Atlanta marks International Day Against Homophobia

Betty Couvertier, 63, has been part of Atlanta’s lesbian, gay, bisexual and transgender activist scene since the mid-1990s when she moved here from Brooklyn.

Couvertier is the host of “Alternative Perspectives,” an LGBT radio show that airs Tuesdays from 7-8 p.m. on the community-owned and operated station WRFG 89.3 FM. She also organized the state’s first International Day Against Homophobia last year. The second IDAHO event is slated for May 17 at Unity Fellowship Church.

What kind of jobs have you held in the past?

I was a New York City correction officer and retired early and have been able to explore many things, from bartending, to event organizing, line cook, managing restaurants, raising children and a DIYer (do it yourself).

Why did you start ‘Alternative Perspectives,’ which debuted in 2006?

“Alternative Perspectives” started from a notion that our news was important news and that our voices together could get a message out to the public — to the folks that we work with, play with, shop with, live next to, go to school with.

MORE INFORMATION:

International Day Against Homophobia
(and Transphobia and Islamophobia)

Tuesday, May 17, 6-10 p.m.
Unity Fellowship Church
9 Gammon Ave SE, Atlanta, GA 30315
atlantahomophobiaday.blogspot.com

[The show is] about who we are, telling our stories: real people speaking up and taking a stand. WRFG gave me that opportunity to have a voice — independent media — where we can just tell it like it is.

Do you believe Lady Gaga is an LGBT activist? Do you like her music?

Yes and yes. She has a soapbox and she is using it, which is good. And I love “Born this Way.”

Tell us about IDAHO and why you decided to organize the event last year and this year.

IDAHO for me is an opportunity to be part of the world movement for equality. IDAHO is international — folks all around the world observing who we are and breaking down walls. It is putting it up front that hate, bigotry, and fear cannot continue, that it will destroy us if we do not communicate, articulate, find that common ground that makes us one.

Plus [IDAHO] is an opportunity for the politics, the social, the networking, the people, religion, and the search for the common good to come together in one package, one event that can spread and is spreading.

With the addition of the celebration of this year’s theme “Same-Sex Couples…A Story of Love” at the Church Without Walls on May 15, we hope to continue the expansion in the years to come. And, yes, I’m planning on 2012 already.

If you could give one piece of advice leaders in our LGBT movement, what would it be?

The necessary conversations after so many years of hush-hush are happening — we are having conversations about sex, about violence in our community, about relationships, about race, about religion. And we are having them not only with our LGBT family but also with our allies and some who don’t see themselves as our allies.

These conversations must continue and we must take them from the kitchen table to the pulpits and to the halls of our legislature.

Where do you get those fancy hats you wear?

I laughed out loud on that one. Here and there, mostly at thrift shops.

 

Top photo: Betty Couvertier has been involved in Atlanta LGBT activism since the mid 1990s.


Find every line below with the word "this" in it, and copy each one.

━━ Dataset ━━

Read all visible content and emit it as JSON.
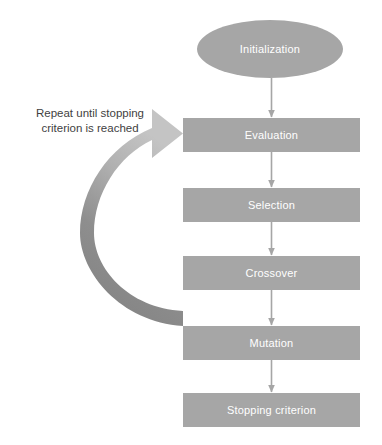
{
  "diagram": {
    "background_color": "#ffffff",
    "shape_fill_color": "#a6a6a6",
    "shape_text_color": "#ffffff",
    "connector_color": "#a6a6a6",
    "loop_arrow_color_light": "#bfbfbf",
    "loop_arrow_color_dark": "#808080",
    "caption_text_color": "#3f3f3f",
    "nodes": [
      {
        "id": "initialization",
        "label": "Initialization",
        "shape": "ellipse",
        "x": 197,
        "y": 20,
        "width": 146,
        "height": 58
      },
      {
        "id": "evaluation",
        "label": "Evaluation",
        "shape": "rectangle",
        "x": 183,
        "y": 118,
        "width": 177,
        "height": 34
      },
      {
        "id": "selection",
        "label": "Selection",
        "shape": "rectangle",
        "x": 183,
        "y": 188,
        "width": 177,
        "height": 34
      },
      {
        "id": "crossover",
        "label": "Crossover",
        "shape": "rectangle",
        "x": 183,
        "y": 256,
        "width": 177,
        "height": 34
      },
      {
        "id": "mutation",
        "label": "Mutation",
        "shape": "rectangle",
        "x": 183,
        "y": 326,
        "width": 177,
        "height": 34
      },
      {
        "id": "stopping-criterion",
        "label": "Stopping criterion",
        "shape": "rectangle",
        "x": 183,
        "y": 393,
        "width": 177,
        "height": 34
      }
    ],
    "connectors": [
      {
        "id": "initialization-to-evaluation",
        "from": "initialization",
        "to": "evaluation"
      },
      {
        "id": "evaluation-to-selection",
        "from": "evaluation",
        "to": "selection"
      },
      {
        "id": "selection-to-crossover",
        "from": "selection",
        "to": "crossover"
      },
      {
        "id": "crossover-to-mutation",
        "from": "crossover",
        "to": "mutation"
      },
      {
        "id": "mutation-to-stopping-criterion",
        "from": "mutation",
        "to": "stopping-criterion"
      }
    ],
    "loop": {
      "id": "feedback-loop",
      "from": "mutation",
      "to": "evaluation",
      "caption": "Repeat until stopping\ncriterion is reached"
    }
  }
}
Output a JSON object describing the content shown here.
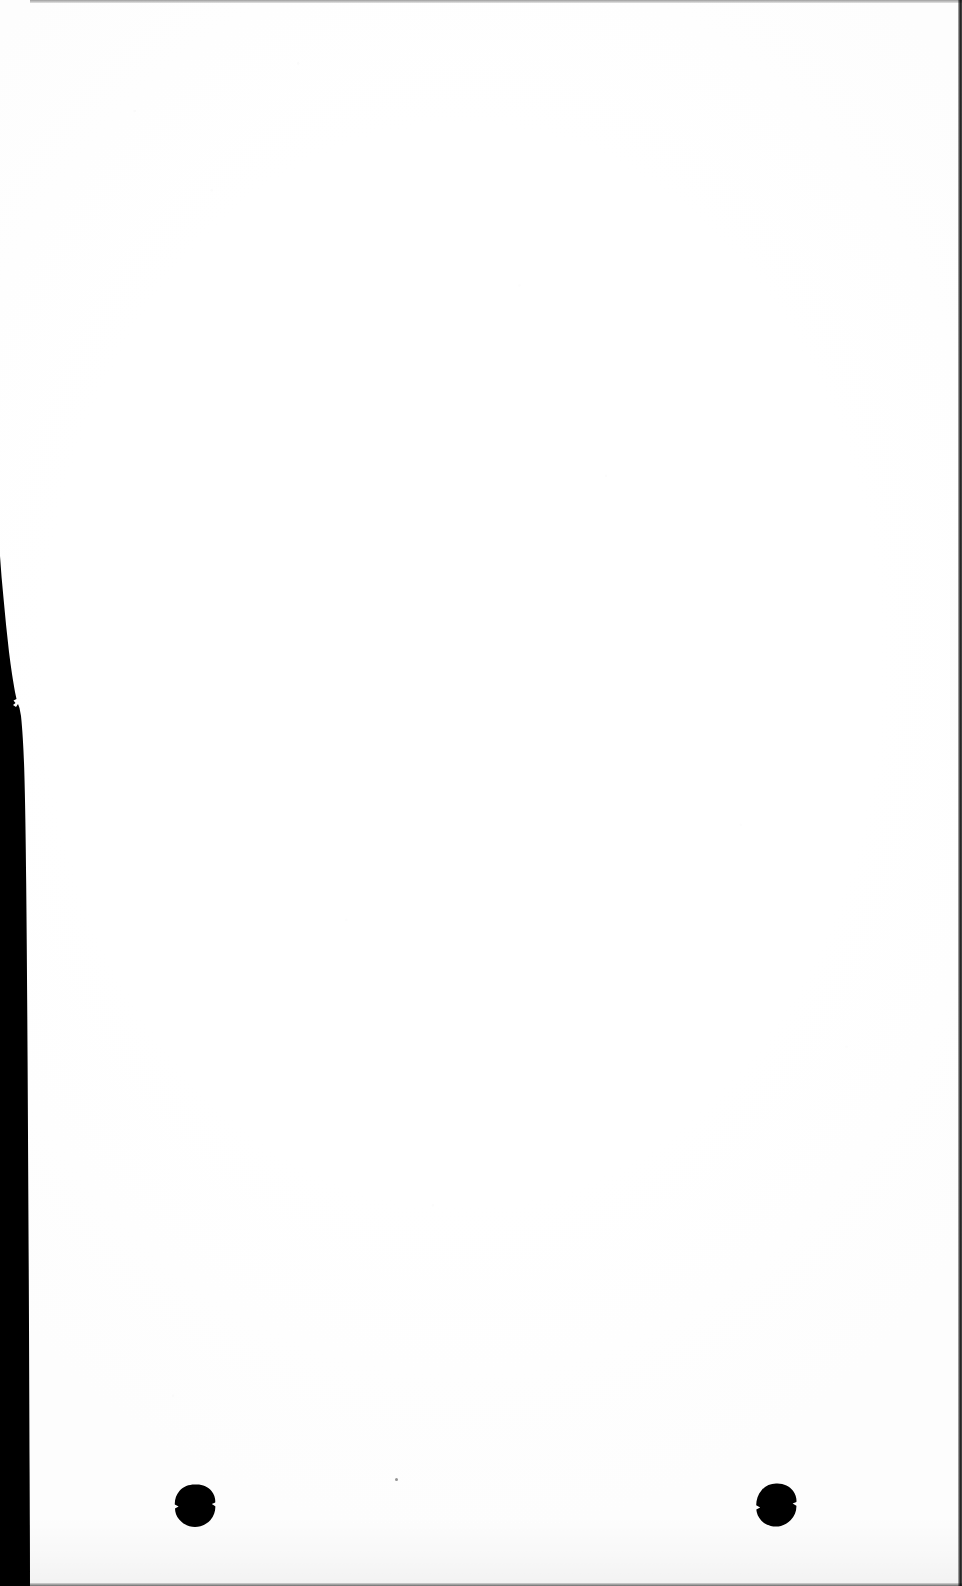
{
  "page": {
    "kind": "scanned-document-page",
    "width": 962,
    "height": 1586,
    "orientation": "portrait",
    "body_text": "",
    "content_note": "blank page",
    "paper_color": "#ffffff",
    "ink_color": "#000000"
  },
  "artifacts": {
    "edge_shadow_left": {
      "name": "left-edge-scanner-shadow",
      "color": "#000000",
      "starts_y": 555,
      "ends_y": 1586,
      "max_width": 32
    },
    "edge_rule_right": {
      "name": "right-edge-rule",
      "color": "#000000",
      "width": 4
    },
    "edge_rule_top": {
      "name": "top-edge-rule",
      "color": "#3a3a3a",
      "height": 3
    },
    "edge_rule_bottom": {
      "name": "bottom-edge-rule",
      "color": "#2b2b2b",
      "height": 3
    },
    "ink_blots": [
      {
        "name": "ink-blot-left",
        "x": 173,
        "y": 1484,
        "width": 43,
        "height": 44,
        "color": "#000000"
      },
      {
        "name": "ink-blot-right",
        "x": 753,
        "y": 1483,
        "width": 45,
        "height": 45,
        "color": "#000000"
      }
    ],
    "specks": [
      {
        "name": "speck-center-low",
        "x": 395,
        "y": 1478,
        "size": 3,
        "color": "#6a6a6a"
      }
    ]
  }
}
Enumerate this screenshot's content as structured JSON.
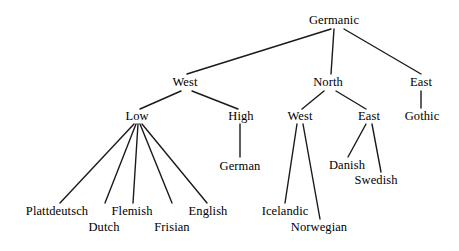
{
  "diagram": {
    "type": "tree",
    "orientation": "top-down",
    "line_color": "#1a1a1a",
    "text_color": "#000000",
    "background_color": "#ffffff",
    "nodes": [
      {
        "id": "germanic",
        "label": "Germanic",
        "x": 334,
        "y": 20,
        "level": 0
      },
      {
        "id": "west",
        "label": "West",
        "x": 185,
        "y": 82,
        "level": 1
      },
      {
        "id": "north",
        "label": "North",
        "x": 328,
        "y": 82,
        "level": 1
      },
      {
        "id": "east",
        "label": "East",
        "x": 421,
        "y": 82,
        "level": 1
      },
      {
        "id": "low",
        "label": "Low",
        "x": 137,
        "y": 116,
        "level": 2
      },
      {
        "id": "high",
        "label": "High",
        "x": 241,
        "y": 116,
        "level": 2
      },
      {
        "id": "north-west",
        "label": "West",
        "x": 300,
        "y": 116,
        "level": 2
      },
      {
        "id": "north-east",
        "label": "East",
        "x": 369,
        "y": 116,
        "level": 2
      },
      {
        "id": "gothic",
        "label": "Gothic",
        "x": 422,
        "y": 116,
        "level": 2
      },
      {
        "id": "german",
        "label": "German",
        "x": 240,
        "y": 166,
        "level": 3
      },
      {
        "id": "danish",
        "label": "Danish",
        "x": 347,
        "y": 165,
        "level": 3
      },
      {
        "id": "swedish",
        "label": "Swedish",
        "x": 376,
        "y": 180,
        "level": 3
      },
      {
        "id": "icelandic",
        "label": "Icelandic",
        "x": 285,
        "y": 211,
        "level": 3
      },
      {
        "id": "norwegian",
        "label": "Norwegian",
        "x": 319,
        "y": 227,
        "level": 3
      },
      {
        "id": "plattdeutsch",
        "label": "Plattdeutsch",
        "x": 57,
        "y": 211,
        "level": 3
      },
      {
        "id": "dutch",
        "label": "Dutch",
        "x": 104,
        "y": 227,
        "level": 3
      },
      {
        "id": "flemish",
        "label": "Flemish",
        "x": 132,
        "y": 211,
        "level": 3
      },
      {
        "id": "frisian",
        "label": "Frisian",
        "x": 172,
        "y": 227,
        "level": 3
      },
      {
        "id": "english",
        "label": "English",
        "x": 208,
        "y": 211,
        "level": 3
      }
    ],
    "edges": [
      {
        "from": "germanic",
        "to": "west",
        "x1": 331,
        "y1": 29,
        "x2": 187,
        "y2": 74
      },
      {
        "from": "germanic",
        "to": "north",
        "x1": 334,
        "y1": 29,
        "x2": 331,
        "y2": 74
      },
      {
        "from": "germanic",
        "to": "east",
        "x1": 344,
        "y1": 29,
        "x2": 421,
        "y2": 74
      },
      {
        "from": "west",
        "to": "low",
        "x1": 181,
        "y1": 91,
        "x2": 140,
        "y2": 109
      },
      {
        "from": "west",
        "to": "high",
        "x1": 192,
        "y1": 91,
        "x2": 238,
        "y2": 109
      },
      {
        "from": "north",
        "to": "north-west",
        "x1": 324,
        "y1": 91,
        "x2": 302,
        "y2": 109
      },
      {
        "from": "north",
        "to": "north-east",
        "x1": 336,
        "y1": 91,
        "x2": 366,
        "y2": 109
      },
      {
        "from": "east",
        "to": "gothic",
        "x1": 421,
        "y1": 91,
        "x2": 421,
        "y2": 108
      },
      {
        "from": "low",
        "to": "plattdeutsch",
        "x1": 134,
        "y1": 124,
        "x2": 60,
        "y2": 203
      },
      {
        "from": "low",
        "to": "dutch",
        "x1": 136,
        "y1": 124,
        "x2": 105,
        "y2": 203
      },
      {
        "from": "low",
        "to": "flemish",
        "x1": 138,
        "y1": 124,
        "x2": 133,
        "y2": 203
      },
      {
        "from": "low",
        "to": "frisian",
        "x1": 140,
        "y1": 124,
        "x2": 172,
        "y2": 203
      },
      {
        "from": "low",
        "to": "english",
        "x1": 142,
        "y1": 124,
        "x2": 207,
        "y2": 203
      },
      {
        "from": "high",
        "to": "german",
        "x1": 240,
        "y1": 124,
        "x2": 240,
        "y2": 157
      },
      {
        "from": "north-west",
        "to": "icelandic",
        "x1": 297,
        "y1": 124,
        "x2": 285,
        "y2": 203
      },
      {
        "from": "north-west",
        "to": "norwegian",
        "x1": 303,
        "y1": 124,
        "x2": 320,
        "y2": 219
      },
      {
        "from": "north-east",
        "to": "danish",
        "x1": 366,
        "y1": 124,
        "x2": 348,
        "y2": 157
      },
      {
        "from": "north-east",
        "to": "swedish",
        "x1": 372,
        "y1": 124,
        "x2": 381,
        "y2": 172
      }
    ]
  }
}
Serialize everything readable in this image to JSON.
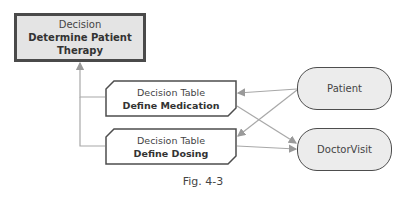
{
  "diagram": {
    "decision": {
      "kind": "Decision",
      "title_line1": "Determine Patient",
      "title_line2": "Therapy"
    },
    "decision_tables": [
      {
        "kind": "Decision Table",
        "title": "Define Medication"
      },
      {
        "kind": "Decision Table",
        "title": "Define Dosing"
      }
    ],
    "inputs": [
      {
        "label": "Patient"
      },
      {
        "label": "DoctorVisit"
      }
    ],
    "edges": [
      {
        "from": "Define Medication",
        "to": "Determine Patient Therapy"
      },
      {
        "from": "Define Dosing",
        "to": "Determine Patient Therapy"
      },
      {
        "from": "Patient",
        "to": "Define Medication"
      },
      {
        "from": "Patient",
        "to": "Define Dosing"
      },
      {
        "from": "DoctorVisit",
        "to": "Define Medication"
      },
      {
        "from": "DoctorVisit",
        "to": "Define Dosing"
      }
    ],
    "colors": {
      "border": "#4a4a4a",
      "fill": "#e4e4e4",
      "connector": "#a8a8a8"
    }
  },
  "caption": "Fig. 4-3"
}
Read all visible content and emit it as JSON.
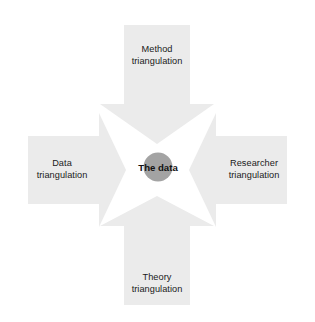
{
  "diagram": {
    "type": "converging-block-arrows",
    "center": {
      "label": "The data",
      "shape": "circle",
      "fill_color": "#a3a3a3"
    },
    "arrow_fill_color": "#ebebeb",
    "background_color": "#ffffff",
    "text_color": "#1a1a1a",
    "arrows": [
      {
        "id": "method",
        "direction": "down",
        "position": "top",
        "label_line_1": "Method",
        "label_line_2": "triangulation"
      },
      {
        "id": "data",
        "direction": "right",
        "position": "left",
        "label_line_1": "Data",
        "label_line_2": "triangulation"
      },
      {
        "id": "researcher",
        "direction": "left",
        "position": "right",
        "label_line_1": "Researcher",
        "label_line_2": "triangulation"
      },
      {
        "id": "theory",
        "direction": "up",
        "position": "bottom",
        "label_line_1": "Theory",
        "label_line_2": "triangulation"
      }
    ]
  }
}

━━━

Completed exercise —
Enumerate this screenshot's content as structured JSON.
Serialize everything readable in this image to JSON.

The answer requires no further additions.